Convicted Child Pornographers Say Former Subway Pitchman Jared Fogle's Proposed Sentence is Too Light

Former Subway spokesman expects five to twelve-and-a-half years in prison

LOW: JARED FOGLE ARRESTED FOR CHILD PORNOGRAPHY
Jared Fogle. Photo: Michael Conroy/AP

Two convicted child pornographers are calling for Jared Fogle to serve a longer prison term, saying the former Subway spokesperson’s plea deal is “ludicrous” and “a slap in the face to the child victims.”

Under the conditions of a plea deal Fogle agreed to, prosecutors agreed to ask for no more than twelve-and-a-half years in prison while Fogle’s attorneys said they would seek no less than five years. Fogle agreed to plead guilty to one count of receiving and distributing child porn and one count of traveling across state lines for sex with minors.

He is scheduled to be sentenced in a federal court in Indiana on Nov. 19 in the case, which shocked the nation, led to the end of his association with Subway and the end of his marriage to wife Katie, who filed for divorce on the day Fogle’s plea deal was announced.

Fogle has admitted to having sex with at least two underage prostitutes and to obtaining child pornography of 12 other children as young as 6 years old, according to court documents.

Those crimes deserve a harsh penalty, according to Thomas Ford, who said he is serving 198 months in prison on one count of distribution of child pornography. Ford said that the proposed sentence for Fogle is a “slap in the face” to both victims and offenders convicted of “non-contact sex offenses,” he wrote in a letter to a judge in Fogle’s case, which was obtained by PEOPLE. “Just the fact that he has 14 VICTIMS is enough to consider a sentence far and away more appropriate,” the letter read.

Another federal prisoner, Scott Petrie, who wrote in a letter obtained by PEOPLE that he was serving a 40-year sentence for trading child porn, said that he and other sex offenders he knows were sentenced to more than 30 years “for acts less than what Mr. Fogle did.”

But prosecutors believe the negotiated prison range, which a judge is not bound by and can disregard in favor of more or less prison time, is fair.

“Given the facts of the case and the severity of what he did, we believe the sentencing range is appropriate,” Tim Horty, spokesman for the U.S. Attorney’s Office in Indianapolis, tells PEOPLE.

Douglas Berman, a law professor at Ohio State University’s Moritz College of Law who has co-authored a book on sentencing laws, tells PEOPLE that Fogle’s sentence “seems to be kind of in the middle of the extremes of the kinds of sex offenders who get brought into federal court.” Those extremes, Berman says, range from people who rape small children to those who look at illegal pornography without physical contact with others. Given this, Berman believes Fogle’s sentence “seems reasonable.”

Fogle Will Travel Outside Area for Sex Disorder Evaluation

In another development, a judge has granted Fogle’s request to leave home confinement and travel outside the Indianapolis area for evaluation of sex disorders, though the location and timing will remain secret, according to court records obtained by PEOPLE.

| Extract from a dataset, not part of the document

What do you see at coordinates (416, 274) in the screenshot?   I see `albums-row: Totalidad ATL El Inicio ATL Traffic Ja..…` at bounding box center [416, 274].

Fogle has admitted “that he requires significant psychiatric medical treatment and counseling,” his attorney Jeremy Margolis said after his August court appearance. Margolis noted that Fogle has already been “extensively examined by a world-renowned expert in sexual conditions.”

The expert wasn’t identified, but the fact that Fogle would leave the area for such treatment isn’t necessarily unusual, Maia Christopher, executive director of the Association for the Treatment of Sexual Abusers, tells PEOPLE.

“It may be as simple as wanting some privacy,” Christopher says.